Читать книгу Reading Financial Reports For Dummies - Lita Epstein - Страница 52
Understanding Public Companies
ОглавлениеA company that offers shares of stock on the open market is a public company. Public company owners don't make decisions based solely on their preferences — they must always consider the opinions of the business's outside investors.
Before a company goes public, it must meet certain criteria. Generally, investment bankers (who are actually responsible for selling the stock) require that a private company generate at least $10 million to $20 million in annual sales, with profits of about $1 million. (Exceptions to this rule exist, however, and some smaller companies do go public.)
Before going public, company owners must ask themselves the following questions:
Can my firm maintain a high growth rate to attract investors?
Does enough public awareness of my company and its products or services exist to make a successful public offering?
Is my business operating in a hot industry that will help attract investors?
Can my company perform as well as, and preferably better than, its competition?
Can my firm afford the ongoing cost of financial auditing requirements (which can be as high as $2 million a year for a small company)?
If company owners are confident in their answers to these questions, they may want to take their business public. But they need to keep in mind the advantages and disadvantages of going public, which is a long, expensive process that takes months and sometimes even years.
Companies don't take themselves public alone — they hire investment bankers to steer the process to completion. Investment bankers usually get multimillion-dollar fees or commissions for taking a company public. I talk more about the process in the upcoming section “Entering a Whole New World: How a Company Goes from Private to Public.”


• _AIM OF THE EXERCISE_
Where a line of the records contains the word "Rehberi", show that line.

• _RECORD SET_
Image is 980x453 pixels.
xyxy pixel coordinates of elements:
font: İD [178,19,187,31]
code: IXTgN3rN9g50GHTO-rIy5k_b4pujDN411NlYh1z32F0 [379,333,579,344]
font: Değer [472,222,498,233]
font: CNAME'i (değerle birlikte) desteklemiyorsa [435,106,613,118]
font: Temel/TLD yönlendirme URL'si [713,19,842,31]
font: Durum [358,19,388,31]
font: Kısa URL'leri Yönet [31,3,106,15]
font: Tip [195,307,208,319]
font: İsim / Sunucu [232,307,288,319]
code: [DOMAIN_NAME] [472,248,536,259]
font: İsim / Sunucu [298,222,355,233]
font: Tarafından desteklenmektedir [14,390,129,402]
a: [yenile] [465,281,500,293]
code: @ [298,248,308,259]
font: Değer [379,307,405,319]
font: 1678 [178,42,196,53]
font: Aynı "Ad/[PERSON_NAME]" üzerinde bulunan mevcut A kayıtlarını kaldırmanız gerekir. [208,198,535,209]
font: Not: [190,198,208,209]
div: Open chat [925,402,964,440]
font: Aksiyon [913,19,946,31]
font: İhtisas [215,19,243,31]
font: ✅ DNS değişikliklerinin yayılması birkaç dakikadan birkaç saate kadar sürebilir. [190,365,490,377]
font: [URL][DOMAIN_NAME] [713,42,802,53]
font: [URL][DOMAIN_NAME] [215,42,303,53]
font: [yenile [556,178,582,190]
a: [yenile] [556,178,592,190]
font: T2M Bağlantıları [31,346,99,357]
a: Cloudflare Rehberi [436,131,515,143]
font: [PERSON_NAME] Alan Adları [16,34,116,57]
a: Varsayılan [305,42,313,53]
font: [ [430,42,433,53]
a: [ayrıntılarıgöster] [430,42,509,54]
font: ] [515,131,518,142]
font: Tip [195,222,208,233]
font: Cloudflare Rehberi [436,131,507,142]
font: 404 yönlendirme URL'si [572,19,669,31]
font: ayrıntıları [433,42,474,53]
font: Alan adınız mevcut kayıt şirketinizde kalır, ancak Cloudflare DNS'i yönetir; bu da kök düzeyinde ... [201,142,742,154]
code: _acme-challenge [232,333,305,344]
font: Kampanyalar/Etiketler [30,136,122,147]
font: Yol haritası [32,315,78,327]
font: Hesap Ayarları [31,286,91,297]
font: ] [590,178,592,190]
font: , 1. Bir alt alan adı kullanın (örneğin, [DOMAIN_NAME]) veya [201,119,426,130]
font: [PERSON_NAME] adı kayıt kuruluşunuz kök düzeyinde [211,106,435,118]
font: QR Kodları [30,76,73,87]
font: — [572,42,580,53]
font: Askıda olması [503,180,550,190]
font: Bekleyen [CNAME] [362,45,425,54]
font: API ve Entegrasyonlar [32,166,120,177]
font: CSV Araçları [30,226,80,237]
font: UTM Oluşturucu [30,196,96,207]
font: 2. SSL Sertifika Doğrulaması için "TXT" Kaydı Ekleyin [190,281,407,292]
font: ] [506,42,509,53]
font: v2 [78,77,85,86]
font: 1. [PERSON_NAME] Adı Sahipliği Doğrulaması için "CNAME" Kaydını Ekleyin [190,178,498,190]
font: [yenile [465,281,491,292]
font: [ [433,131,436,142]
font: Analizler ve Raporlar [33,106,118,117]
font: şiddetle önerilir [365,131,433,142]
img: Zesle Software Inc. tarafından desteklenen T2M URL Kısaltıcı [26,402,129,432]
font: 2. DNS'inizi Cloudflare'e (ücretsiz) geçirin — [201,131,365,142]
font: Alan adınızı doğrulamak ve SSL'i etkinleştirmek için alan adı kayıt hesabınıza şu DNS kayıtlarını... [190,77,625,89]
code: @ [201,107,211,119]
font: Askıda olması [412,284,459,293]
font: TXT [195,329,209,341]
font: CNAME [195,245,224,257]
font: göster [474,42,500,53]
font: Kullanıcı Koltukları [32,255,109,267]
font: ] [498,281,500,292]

• _OUTPUT OF THE TASK_
a: Cloudflare Rehberi [436,131,515,143]
font: Cloudflare Rehberi [436,131,507,142]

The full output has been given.